If that's what Sam saw... if that's where she was...
"Sam," I whispered, "I now understand what you were trying to show me. This isn't about kidnapping or some weird cult. This is about our family heritage - the Veritari bloodline and the truth-seeking abilities Mom tried to protect us from dispying. You found your way to this pce that exists beyond normal reality, and they took you because of what you could see."
Witchlight Academy was not what it appeared to be. It was more wondrous and dangerous than I had imagined—a pce of genuine magical education and discovery, secrets, manipution, and control. And tonight, I would be crossing its threshold to find Sam.
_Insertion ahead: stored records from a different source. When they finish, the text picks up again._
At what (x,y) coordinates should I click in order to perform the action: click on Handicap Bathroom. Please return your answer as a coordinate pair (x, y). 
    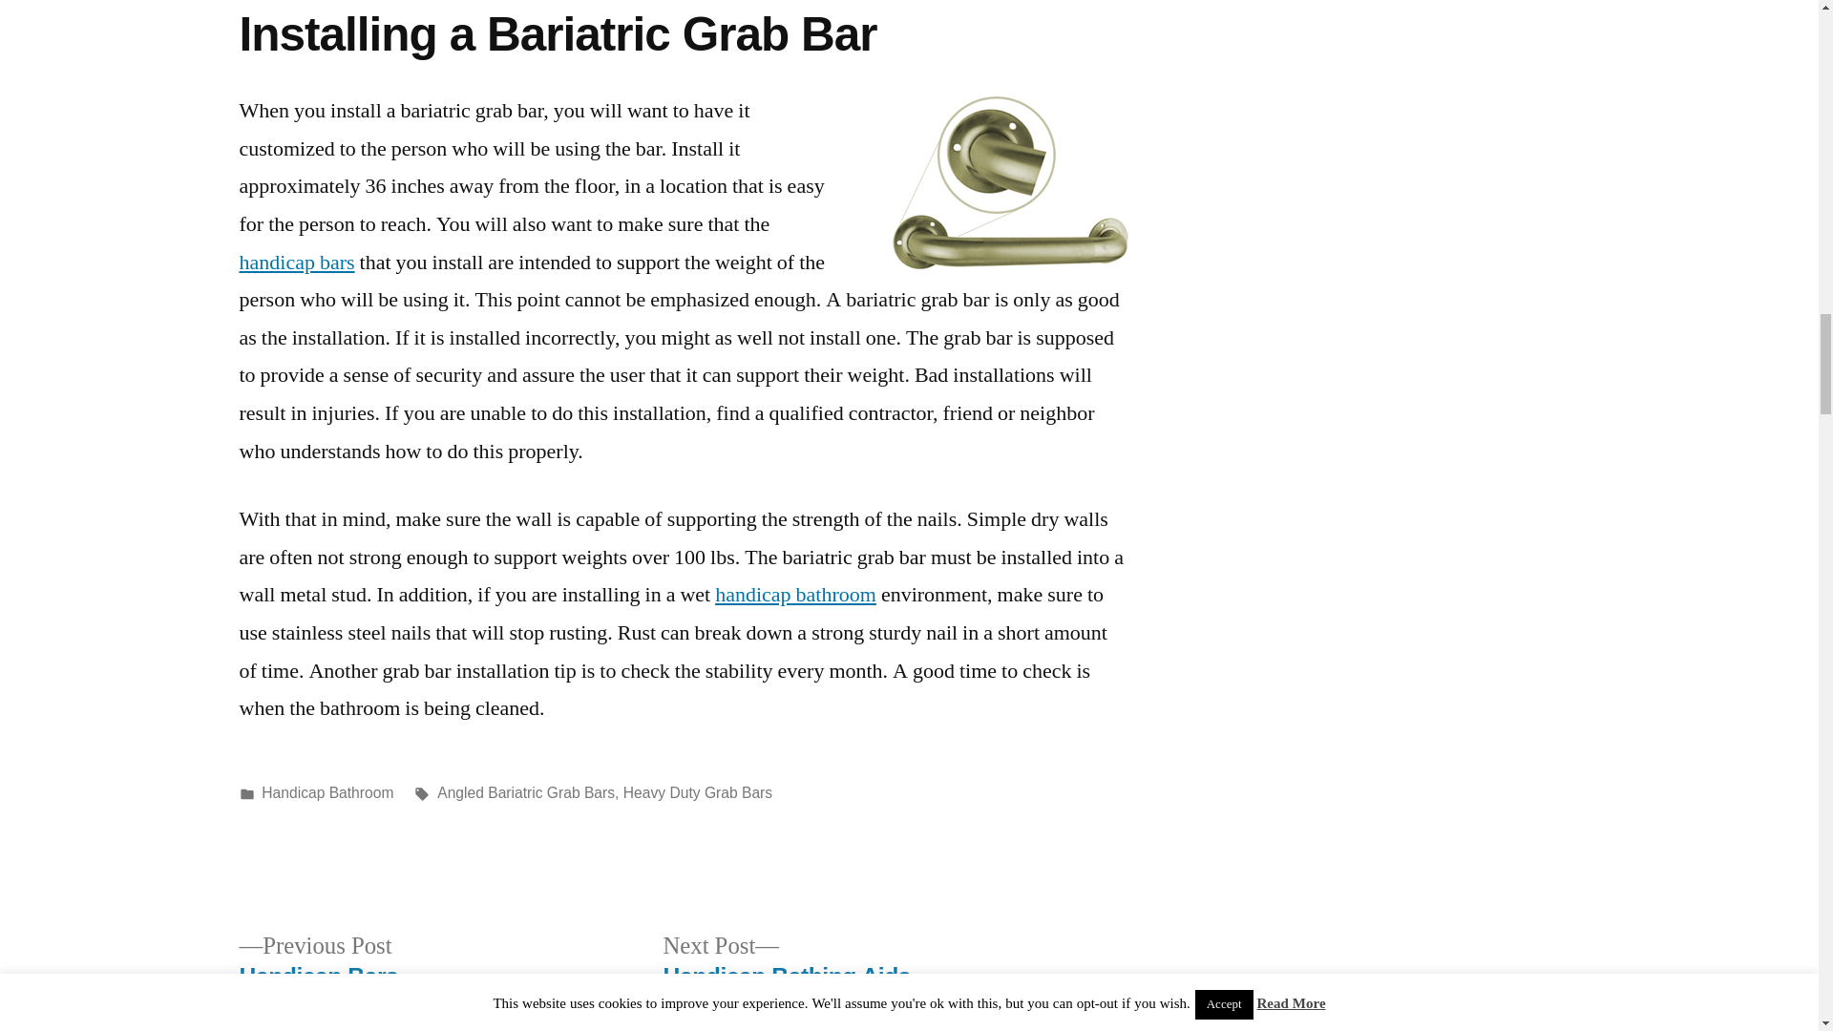
    Looking at the image, I should click on (787, 962).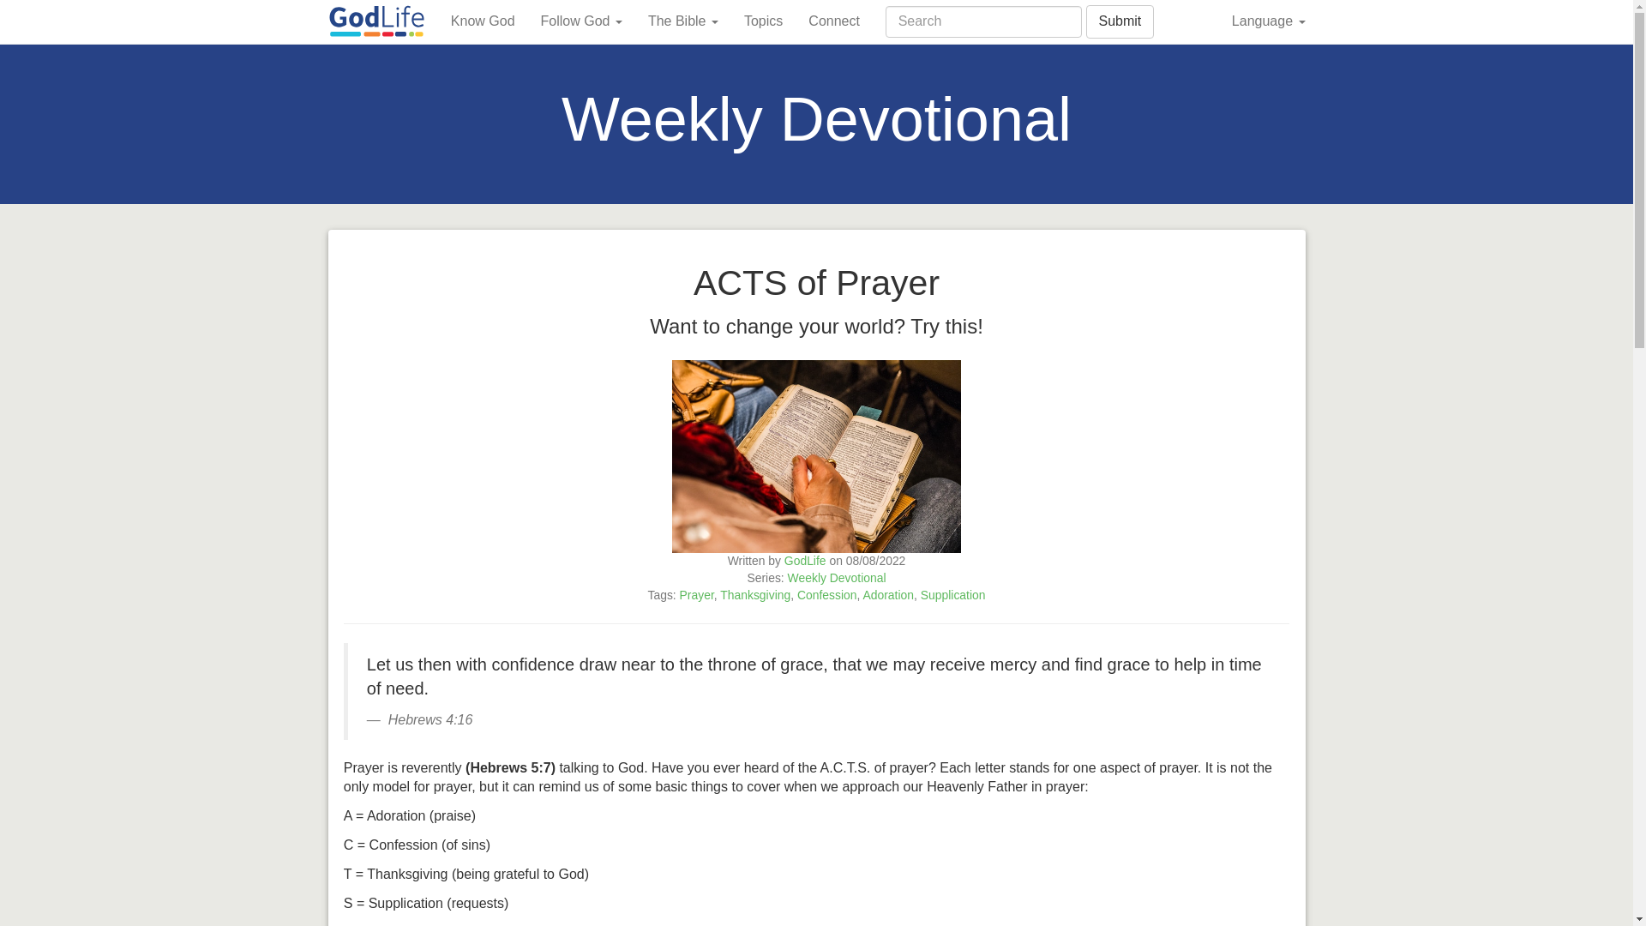  I want to click on Confession, so click(827, 595).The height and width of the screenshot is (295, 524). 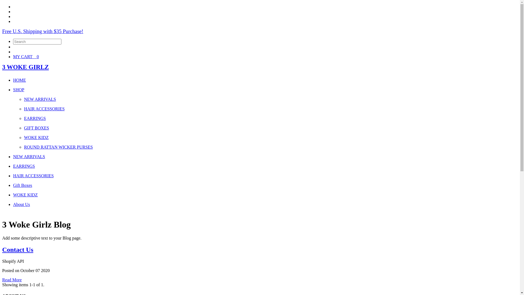 I want to click on WOKE KIDZ, so click(x=36, y=138).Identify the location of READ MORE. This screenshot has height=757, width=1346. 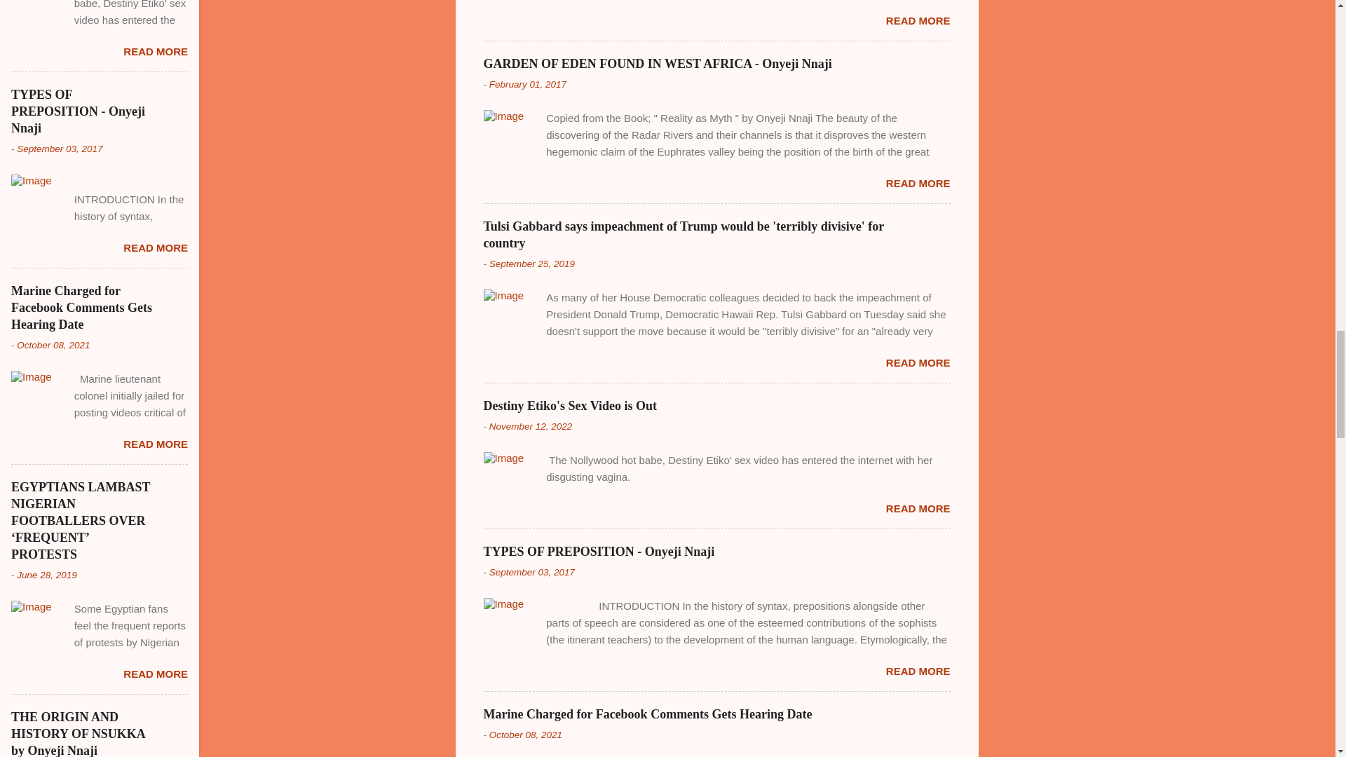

I'm going in knowing exactly what I'm facing now. A reality that defies conventional expnations. A pce of magic, wonder, and danger.
As I walked down Main Street, plotting infiltration routes in my head, something strange happened. A building I'd passed a dozen times before suddenly seemed to pulse with life. The worn facade of "Madame Verity's Costumes & Curiosities" caught my eye in a way it never had before. A subtle amber light outlined the doorway, while an emerald glow - the same color as the "truth-seeker" trim I'd seen on uniforms - emanated faintly from the windows. Nobody else on the street seemed to notice.
Something about "Verity" triggered another faded memory - my mother whispering the name once with a mix of respect and wistfulness. "If anything happens, find Madame Verity." The memory had been buried so deep that I'd completely forgotten until now, as if something had been blocking access to it.
I needed a disguise. Something that would let me move freely through Witchlight without attracting attention. The maintenance worker uniform I'd spotted during surveilnce would be ideal—staff seemed to come and go with minimal scrutiny, particurly during the chaos of orientation.
This shop might have exactly what I needed. And something told me it was no coincidence that I noticed it now, when I needed it most.
As I approached the door, I felt certain that whatever waited inside would be another step in understanding the truth about Witchlight, about Sam, and about the heritage I'd spent most of my life denying.